Small Business Saturday Is a Marketing Event, Not a Path to Independence
Small Business Saturday shows up every year with the same message. Support the little guy. Shop local. Keep your dollars in the community. It sounds good. It feels good. It is also a distraction from the reality that one designated shopping day will not change the conditions that push independent work to the margins.
The systems that drain small producers do it every day of the year. They do it through scale, distribution, pricing, and the expectation that independent operations should survive while competing with companies that can outsource everything and undercut everyone. One holiday will not repair that. It functions like a pressure release. People get to feel like they participated in something meaningful, then return to the same chains and platforms that created the problem.
There is another problem with the way this day is sold. Small Business Saturday is framed as a celebration of local work, but the entire event is owned and marketed by the largest corporate interests in the country. The advertising, the tracking systems, the payment processors, and the reach all run through the same pipelines that profit from scale. It presents the image of helping small operations but routes the attention through corporate platforms that take a percentage at every step. The day that claims to support independence is built on the same infrastructure that weakens it.
What gets lost in all the marketing is something people rarely think about. Most small businesses do not produce what they sell. The local restaurant buys its ingredients from the same regional distributors that supply every other restaurant. The decor shop orders its inventory from the same national wholesalers that ship identical products to stores across the country. Most flower shops purchase bulk stems from the same international brokers who fly flowers in from large operations in South America and Europe. The boxes, the invoices, and the supply chains are the same, and the prices are already shaped by corporate distributors long before anything reaches a storefront. Those businesses still have value. Many of them are doing everything they can to survive inside a system that was not built for them. But they are not producers. They are resellers operating on thin margins with pressure coming from every direction.
Production is something different. A farm, a workshop, a small manufacturer, or anyone who grows or builds anything from raw materials is carrying the full cost. There is no scale to hide behind and no outsourced labor to absorb the risk. It’s a different kind of work with a different set of pressures, and it cannot survive on a single weekend of attention. It survives because people choose it consistently and deliberately.
Buying direct matters. It matters because it removes the middle layers that drain independent work. When someone buys directly from a producer, the money stays with the person who did the work. There are no platform fees, no distribution cuts, and no corporate percentages. Direct support makes it possible for small operations to keep going without sacrificing their values in order to stay afloat.
Small Business Saturday will continue to show up each year. It will generate traffic and headlines. It will not fix the structural issues that independent producers face. It is a marketing event, not a solution.
If people want independent work to survive, the answer is simple. Consume less overall. Choose with intention. Support the people who create value directly instead of routing everything through the same platforms that undermine them. Independent producers don’t survive because someone declared a shopping day in their honor. They survive when people stop feeding the systems that push small operations to the edge and pretend to celebrate them once a year. The chains and platforms aren’t changing, and they don’t need to. What happens the rest of the year is the truth. Everything else is the cover story.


Task description
Drop the pictures and repeat exactly from the "as [x0, y0, x1, y1]." line down to the last line of the entries below.

Records for this exercise

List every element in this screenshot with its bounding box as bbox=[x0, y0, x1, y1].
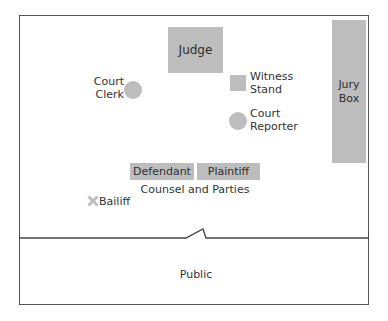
bailiff-label: Bailiff bbox=[99, 195, 130, 208]
judge-label: Judge bbox=[179, 43, 213, 57]
jury-box: Jury Box bbox=[332, 20, 366, 163]
court-reporter-seat bbox=[229, 112, 247, 130]
defendant-table: Defendant bbox=[130, 163, 194, 180]
judge-bench: Judge bbox=[168, 27, 223, 73]
court-reporter-label-line1: Court bbox=[250, 107, 298, 120]
court-clerk-seat bbox=[124, 81, 142, 99]
counsel-and-parties-label: Counsel and Parties bbox=[130, 183, 260, 196]
court-clerk-label-line1: Court bbox=[92, 75, 124, 88]
witness-stand-label: Witness Stand bbox=[250, 70, 293, 96]
jury-box-label-line2: Box bbox=[339, 92, 359, 106]
court-reporter-label: Court Reporter bbox=[250, 107, 298, 133]
plaintiff-label: Plaintiff bbox=[208, 165, 249, 178]
bailiff-x-icon bbox=[87, 195, 99, 207]
court-clerk-label-line2: Clerk bbox=[92, 88, 124, 101]
court-reporter-label-line2: Reporter bbox=[250, 120, 298, 133]
witness-stand-label-line1: Witness bbox=[250, 70, 293, 83]
jury-box-label-line1: Jury bbox=[338, 78, 359, 92]
court-clerk-label: Court Clerk bbox=[92, 75, 124, 101]
public-area-label: Public bbox=[150, 268, 242, 281]
witness-stand-label-line2: Stand bbox=[250, 83, 293, 96]
plaintiff-table: Plaintiff bbox=[197, 163, 260, 180]
witness-stand bbox=[230, 75, 246, 91]
defendant-label: Defendant bbox=[133, 165, 191, 178]
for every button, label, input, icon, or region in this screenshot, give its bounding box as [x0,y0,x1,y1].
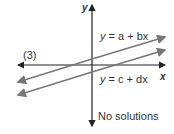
x-axis-label: x [160,72,166,82]
caption: No solutions [98,111,159,122]
equation-line-1: y = a + bx [100,31,148,42]
eq1-plus: + [124,30,137,42]
eq2-dx: dx [136,73,148,85]
case-label: (3) [23,50,36,61]
eq2-plus: + [124,73,137,85]
eq2-equals: = [106,73,119,85]
equation-line-2: y = c + dx [100,74,148,85]
eq1-equals: = [106,30,119,42]
eq1-bx: bx [137,30,149,42]
y-axis-label: y [82,3,88,13]
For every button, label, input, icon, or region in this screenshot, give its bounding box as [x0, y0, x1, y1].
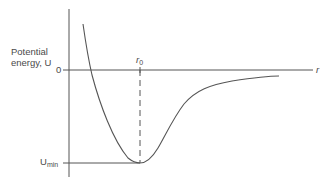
y-axis-label-line1: Potential — [11, 46, 51, 57]
r0-label: r0 — [136, 54, 143, 68]
potential-curve — [83, 24, 279, 163]
umin-label-main: U — [40, 156, 47, 167]
zero-label: 0 — [56, 64, 61, 75]
x-axis-label: r — [316, 64, 319, 75]
y-axis-label: Potential energy, U — [11, 46, 51, 68]
umin-label-sub: min — [47, 161, 58, 168]
umin-label: Umin — [40, 156, 58, 170]
r0-label-sub: 0 — [139, 59, 143, 66]
y-axis-label-line2: energy, U — [11, 57, 51, 68]
potential-energy-diagram: Potential energy, U 0 Umin r0 r — [0, 0, 329, 185]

Final answer
For every button, label, input, icon, or region in this screenshot, give its bounding box as [x0, y0, x1, y1].
y-axis-label-line1: Potential — [11, 46, 51, 57]
r0-label: r0 — [136, 54, 143, 68]
potential-curve — [83, 24, 279, 163]
umin-label-main: U — [40, 156, 47, 167]
zero-label: 0 — [56, 64, 61, 75]
x-axis-label: r — [316, 64, 319, 75]
y-axis-label: Potential energy, U — [11, 46, 51, 68]
umin-label-sub: min — [47, 161, 58, 168]
umin-label: Umin — [40, 156, 58, 170]
r0-label-sub: 0 — [139, 59, 143, 66]
y-axis-label-line2: energy, U — [11, 57, 51, 68]
potential-energy-diagram: Potential energy, U 0 Umin r0 r — [0, 0, 329, 185]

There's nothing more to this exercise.